Chief Joseph: Leader of the Nez Perce in the late-1800s. He led his tribe in a failed attempt to escape across the border into Canada where he believed they would have a better chance of being allowed to continue their traditional way of life. His famous surrender message includes the lines, “My heart is sick and sad” and “I will fight no more forever.”

KEY IDEAS

Ghost Dance: Religious movement that swept Native American communities in the late-1800s. Led by Wovoka, it promised that if tribes who participated in a special dance, the Whites would disappear and a savior, ancestors and buffalo would return. Whites feared it was a sign up a coming uprising and responded with violence, especially at Wounded Knee.

Americanization: Process of assimilating Native Americans into White society. Well-meaning White leaders believed this would help Native Americans become self-sufficient and opened Indian schools, but it had many negative long-term consequences. The policy was not abandoned until the 1930s.

ANIMALS

Bison/Buffalo: Large land animal that roamed the Great Plains in massive herds and provided the basis for the nomadic lifestyle of the tribes of the plains. They were nearly driven to extinction by Whites who saw their destruction as synonymous with destruction of Native American culture.

LOCATIONS

Reservations: Areas of land set aside by the federal government for Native American tribes. They are typically located on land that was undesirable for settlement and are more common in the West than the East.

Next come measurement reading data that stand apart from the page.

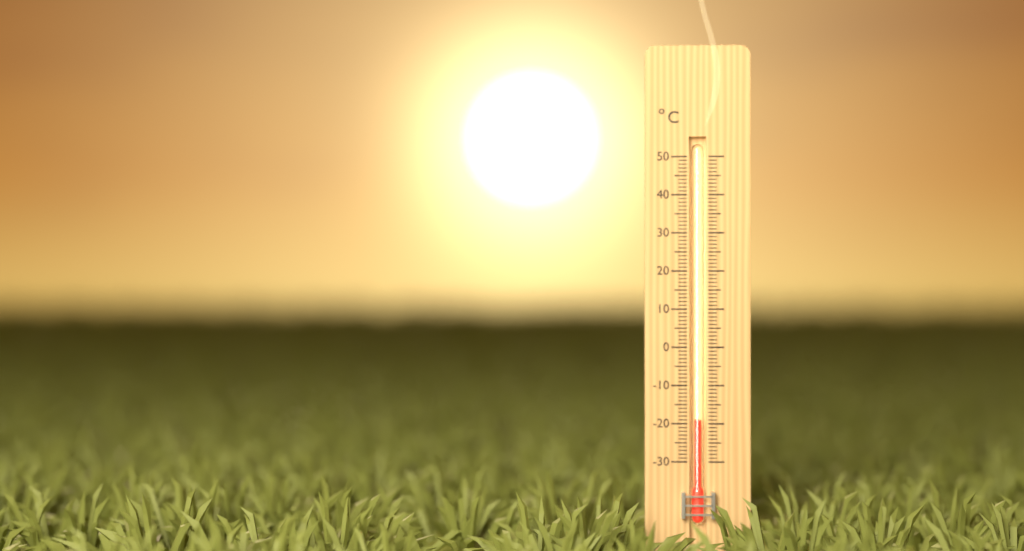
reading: -19 °C
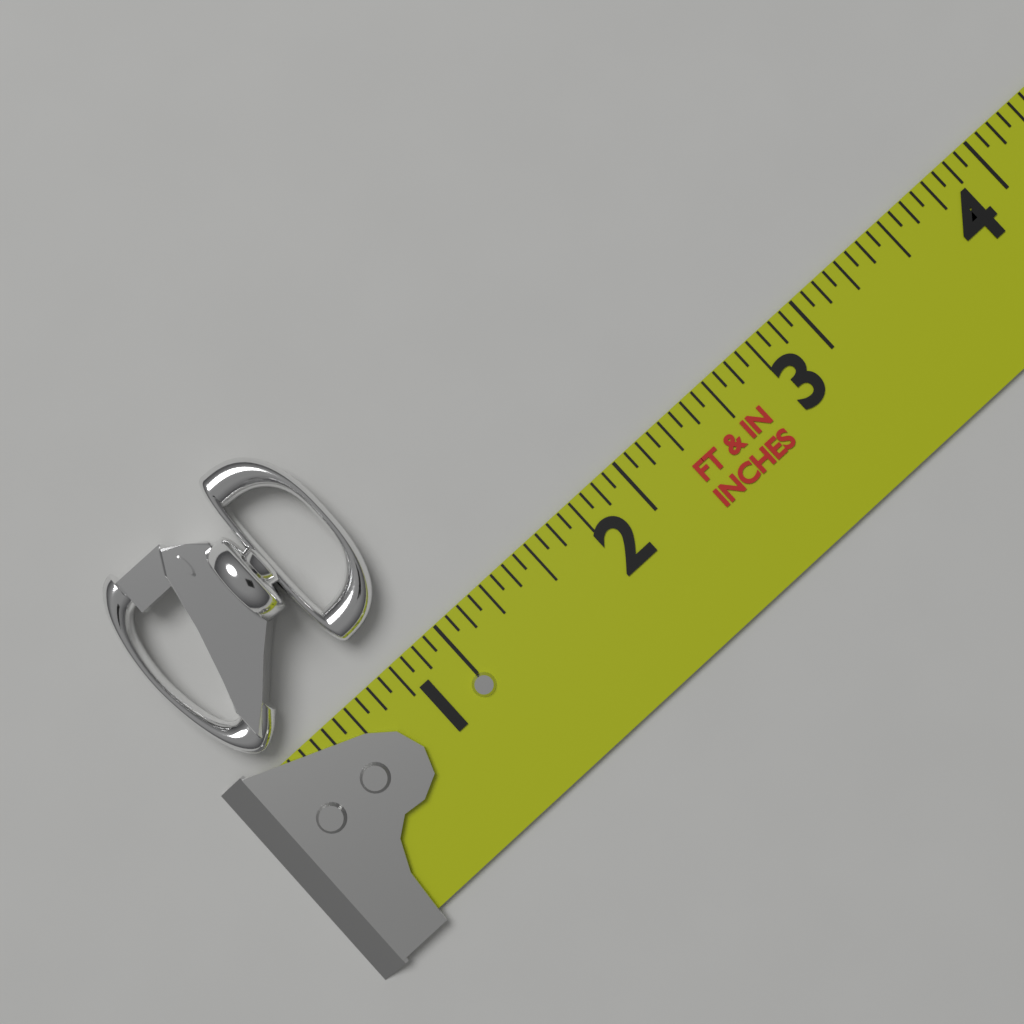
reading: 1.0000 in
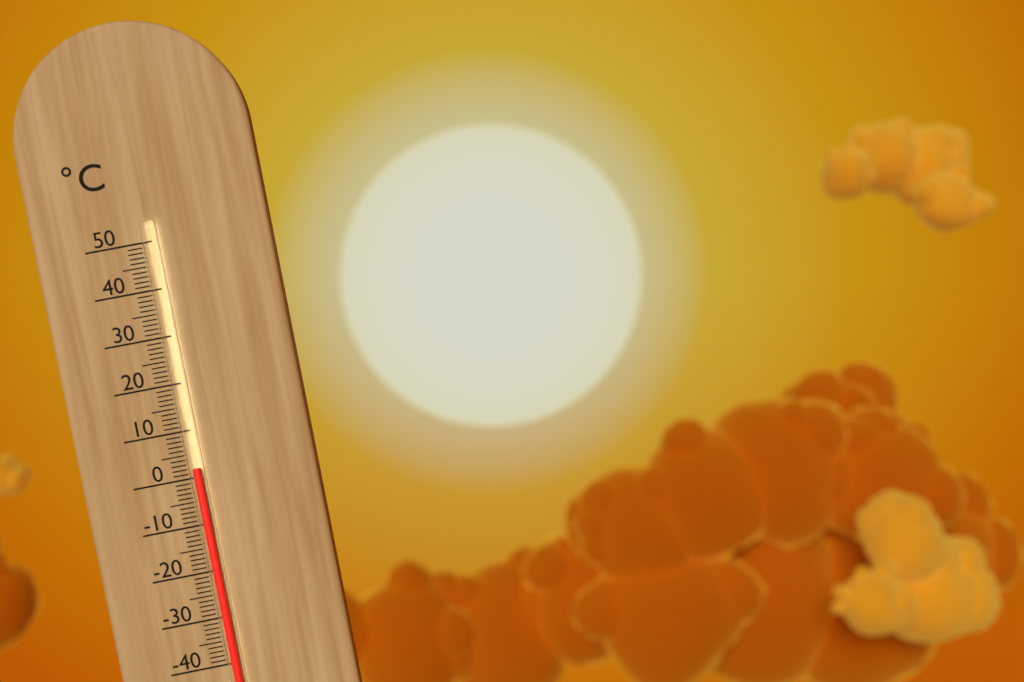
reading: 2 °C
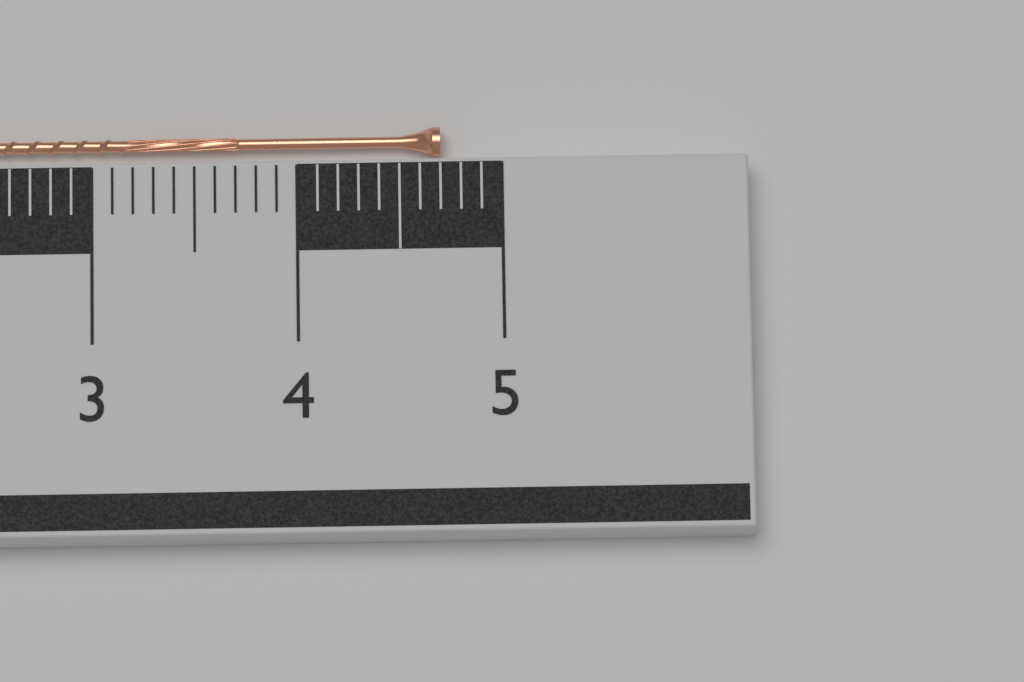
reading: 4.7 cm
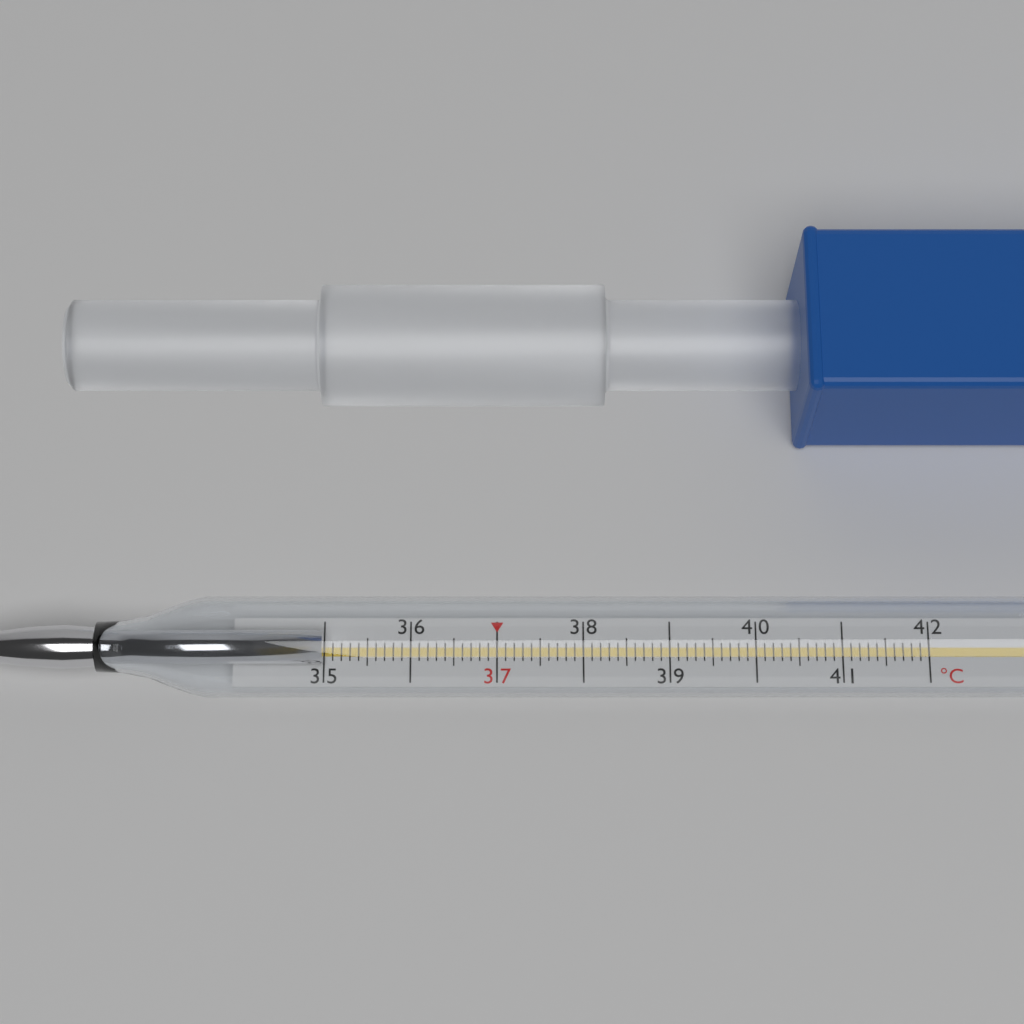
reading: 35.0 °C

Black Hills: Group of low mountains in South Dakota. They were sacred to some Native American tribes and were the site of an early Sioux reservation until gold was discovered there and the Native Americans were relocated.

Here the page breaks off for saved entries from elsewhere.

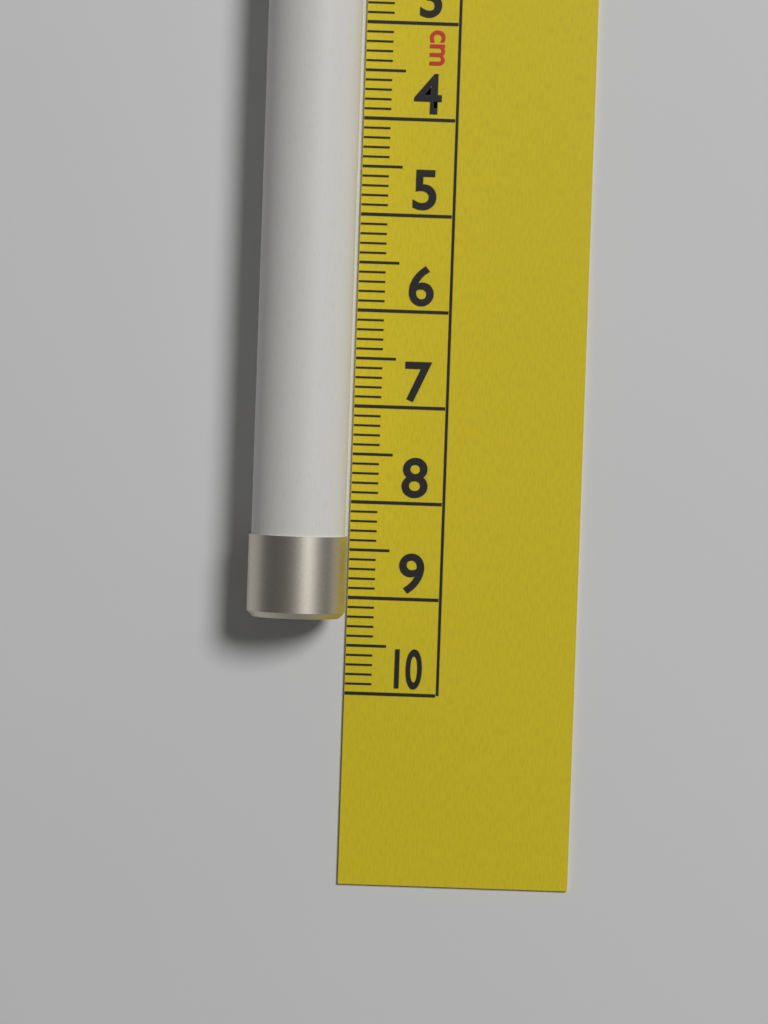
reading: 9.2 cm
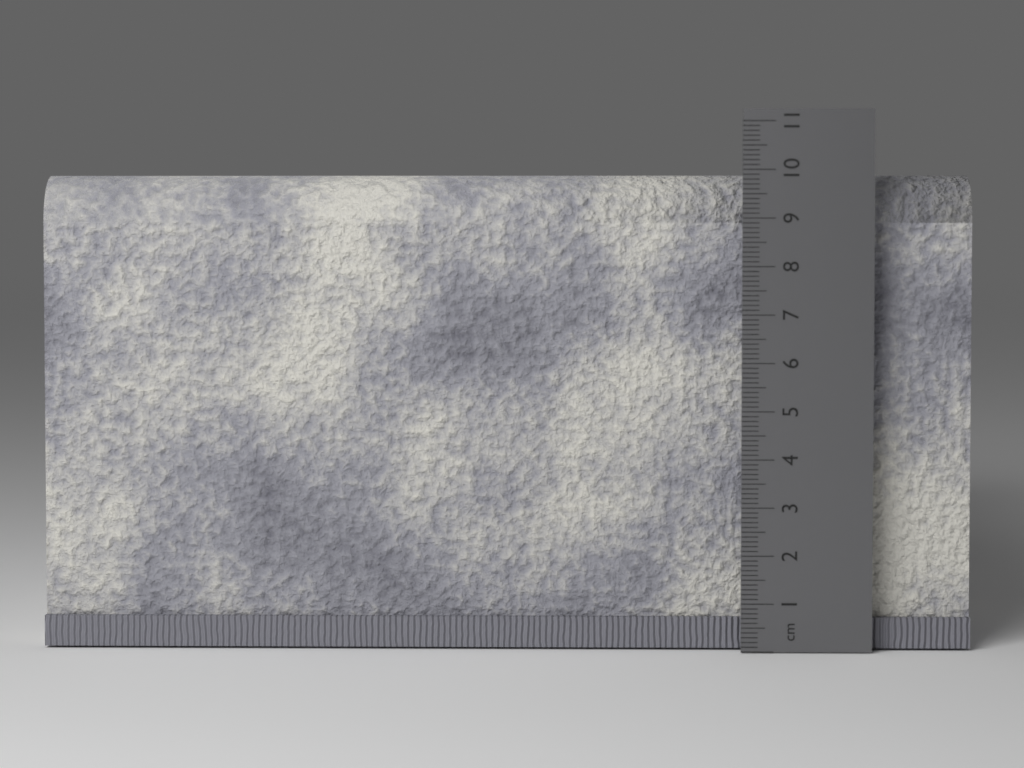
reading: 9.9 cm
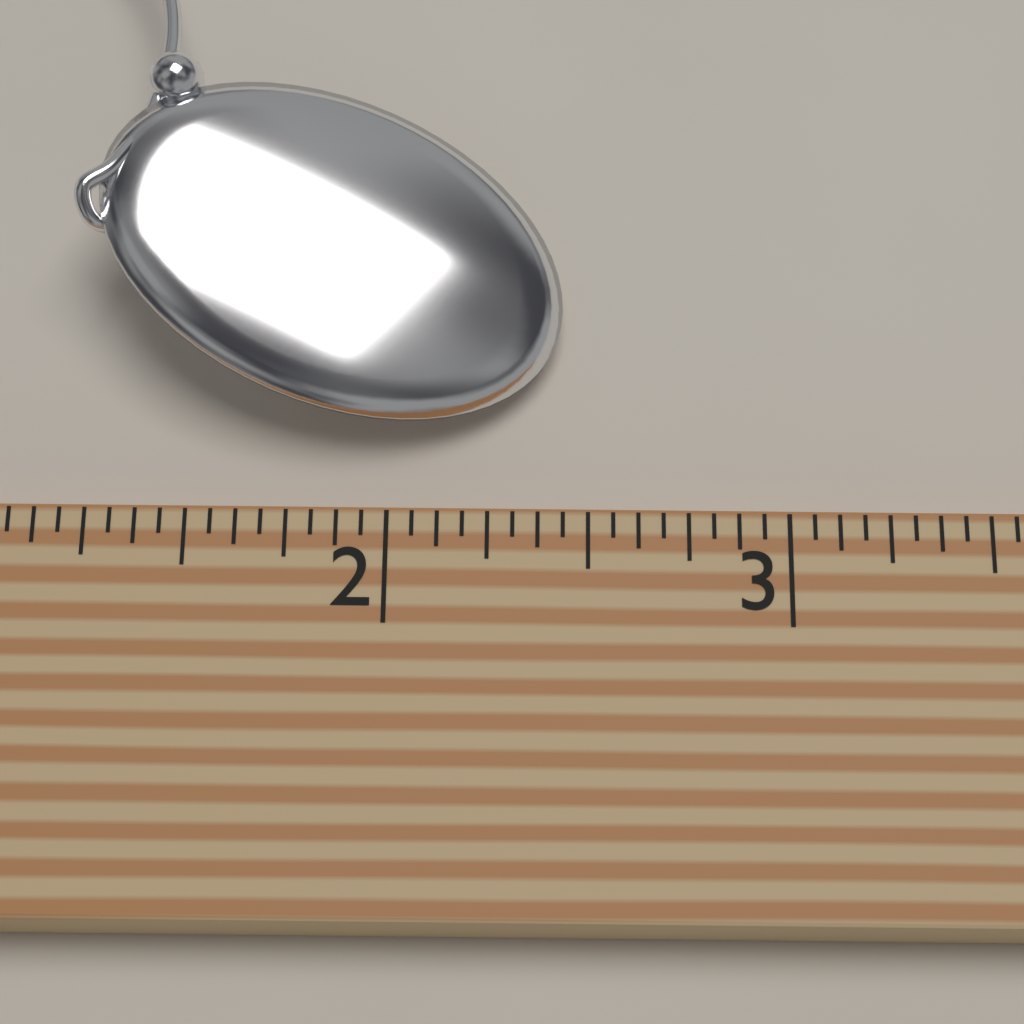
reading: 2.4375 (no unit)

Indian Territory: Location of a collection of Native American reservations. The tribes of the Southeast were moved there by Andrew Jackson (including the Cherokee in the Trail of Tears) and tribes of the southern plains such as the Cheyanne, Arapaho and Comanche moved there in the later 1800s. It later became the state of Oklahoma.

Carlisle Indian School: Most famous of the many boarding schools for young Native Americans. These schools were meant to Americanize children by teaching them English and how to participate in White society.

EVENTS

Sand Creek Massacre: 1864 attack on a Cheyenne village in Colorado by troops under the command of John Chivington. They murdered approximately 100 people, including women and children. Although the army official condemned his actions, the raid served as a model for later attacks and Native American tribes remembered it as a reason not to trust Whites.

Battle of Little Bighorn: 1876 battle between the Sioux nations under the command of Sitting Bull and Crazy Horse and the 7th Cavalry under the command of George Custer. It was a rare victory for the Native Americans.

Massacre at Wounded Knee: Last of the violent conflicts between government troops and Native Americans at the end of the 1800s. In December, 1890, the army massacred between 150 and 300 Lakota Sioux who had participated in the Ghost Dance.

LAWS & TREATIES

First Treaty of Fort Laramie: 1851 agreement between the Federal Government and the tribes of the Great Plains. It set up the reservation system by establishing borders around tribal lands. In return, the government agreed to pay the tribes $50,000/year.

Second Treaty of Fort Laramie: 1868 treaty between the federal government and Sioux in which they agreed to move to the Black Hills area of South Dakota. The treaty was later broken when gold was discovered in the Black Hills.

Treaty of Medicine Lodge: 1867 collection of agreements between the federal government and the tribes of the southern Great Plains that moved them to reservations in exchange for government payouts.

Dawes Act: 1887 law that divided Native American reservations into individually owned plots of land. It was part of the process of assimilation of Native Americans into White culture and accelerated the destruction of traditional native ways of life.